While the country’s electrical grid remains vulnerable and load shedding is expected to return at some point, power cuts will be less severe going forward, Mackay predicted.

Until then, the ANC is benefiting from a partial recovery in support at just the right time.

In a national poll conducted by the Social Research Foundation in March 2023, 41 percent of ANC supporters said load shedding had forced them to reconsider their support for the party once led by Nelson Mandela. And a quarter said they would not vote for the party if it did not fix the country’s electricity crisis by election day.

“The lights being on has created a fortuitous campaigning environment for the ANC,” said Frans Cronje, director of the Social Research Foundation.

Last month, the party’s support dipped slightly below 40 percent for the first time ever, polling showed. But the latest surveys show it is creeping back up towards the 50 percent mark. The recovery is only partially attributable to the pause in rolling blackouts, Cronje said.

Since 2004, support for the ANC has been steadily declining, as voters remain frustrated over the country’s rising unemployment and poverty rates as well as the numerous corruption scandals that have plagued the administrations of President Cyril Ramaphosa and his predecessor, Jacob Zuma.

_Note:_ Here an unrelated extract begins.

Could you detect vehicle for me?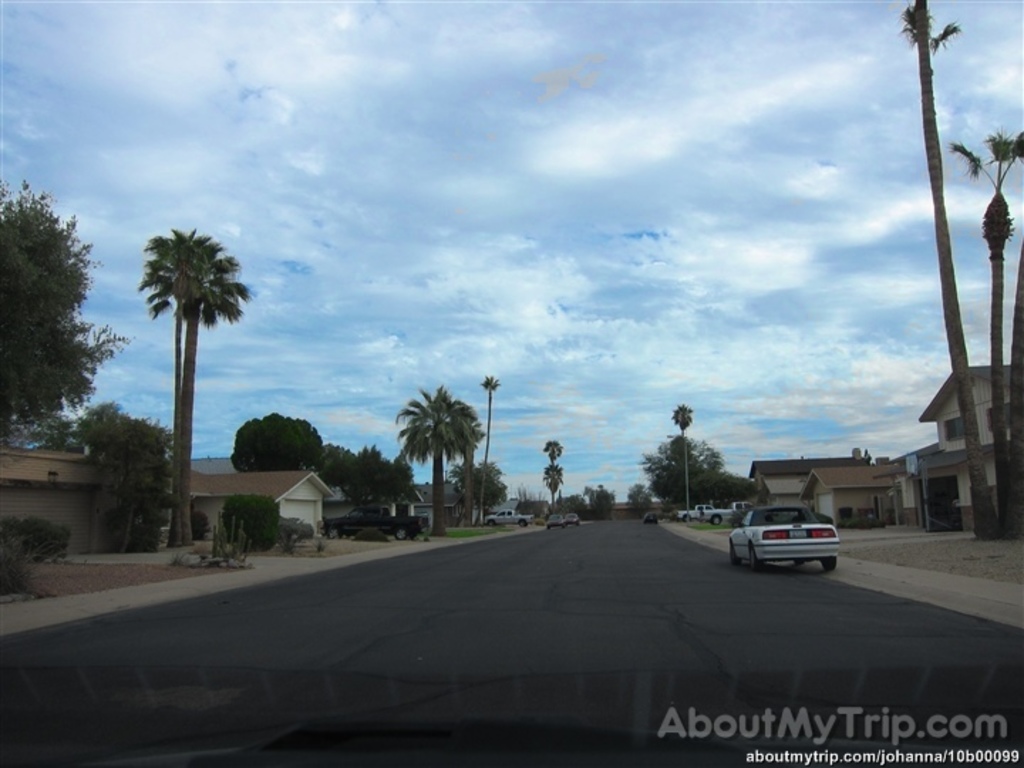
Detection result: x1=668 y1=499 x2=740 y2=530.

Still, the party typically manages to win back some voters in the weeks before every election through an intensive door-to-door campaign. Yet Cronje says the “glacial trend” shows support for the ANC will continue to decline until the next election in 2029—even if load shedding is consigned to the history books.

By that time, South Africa will have liberalized its electricity sector and closed the chapter on Eskom’s century-long monopoly, according to a piece of legislation that may be signed into law before May 29.

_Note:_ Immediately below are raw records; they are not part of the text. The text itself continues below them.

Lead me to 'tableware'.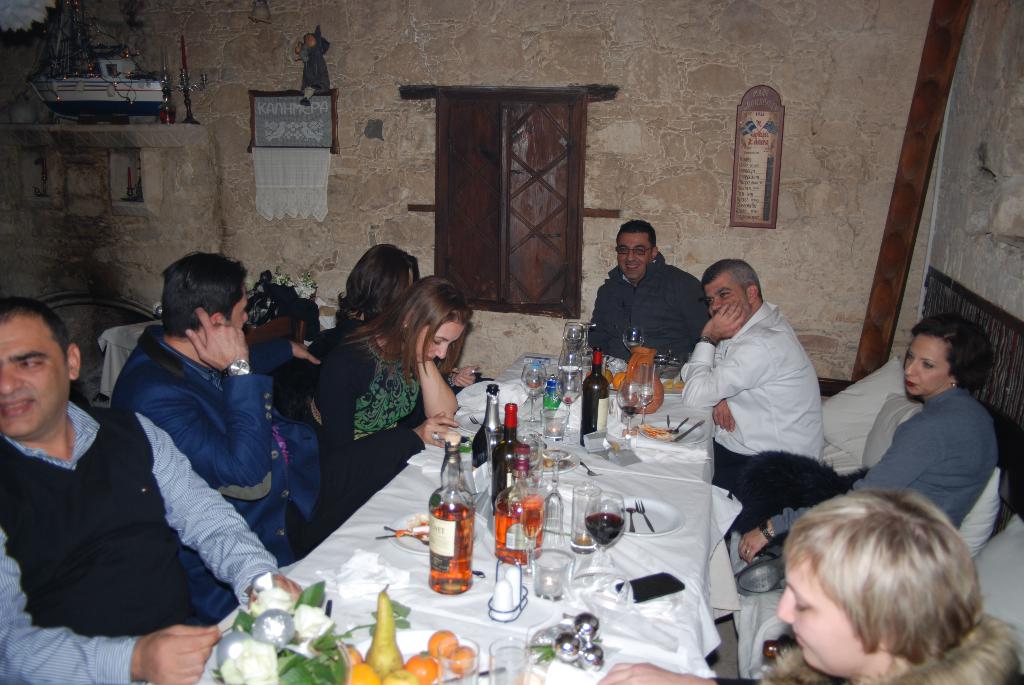
Lead to 356,627,483,684.
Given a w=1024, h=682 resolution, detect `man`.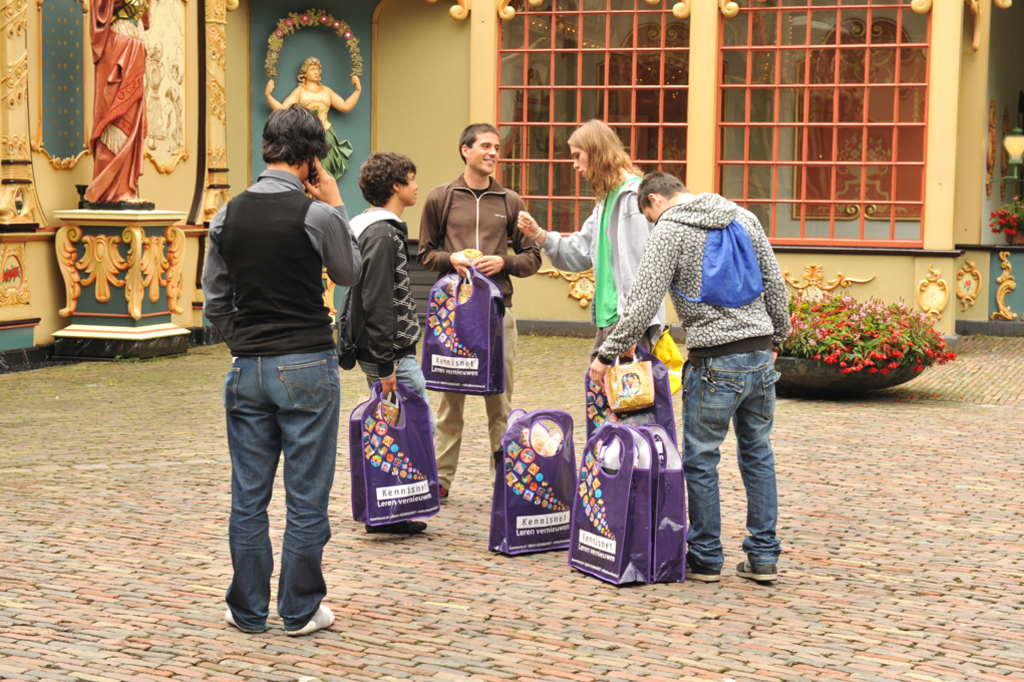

Though the state has long resisted calls to allow for a competitive power market, Eskom’s dire financial situation and inability to keep the lights on has finally forced its hand.

The Electricity Regulation Amendment Bill is aimed at modernizing the country’s power sector by allowing non-Eskom electricity trading for the first time and requiring the establishment of a fully competitive wholesale market within five years.

That is an ambitious timeline, according to Mackay, who says the partnership between the government and the private sector will need to hold firm to ensure an orderly transformation of the power sector. Mackay adds that as South Africa moves beyond its era of energy insecurity, it will need to be transparent about its plans to decommission coal plants.

The government has suggested it will have to delay plant shutdowns for the foreseeable future, in spite of the blockbuster $8.5 billion energy transition funding deal it agreed to at the COP26 climate conference in late 2021.

“We have said we will transition to cleaner energy, but at our own pace and own time,” President Ramaphosa said last year. “We have got to do it, taking into account the needs of our people and the requirements of energy security.”

Though it is too early to declare victory, Eskom’s recent turnaround provides an opportunity to accelerate South Africa’s green energy ambitions, according to Mallinson. Doing so would help the country to cushion the economic blow of the European Union’s impending carbon border taxes—as things stand, South Africa will be hit harder than any other nation due to its unusually heavy reliance on coal.

While the transition is expected to open up new opportunities for South Africa to become a supplier of low-carbon steel and other goods, it will need to be carefully managed, with over 120,000 people working in the coal sector. The just transition program agreed at COP26 includes funding to reskill these workers and develop new industries in their communities, but progress to date has been slow.

President Ramaphosa wants to attract private-sector investment worth $110 billion in the next five years as South Africa leans more on its BRICS partners—including China, India and Russia—while also seeking to maintain close ties to the United States, the U.K., and Europe. But to successfully court investors and reignite the moribund economy, South Africa needs to finally close the chapter on its load shedding nightmare.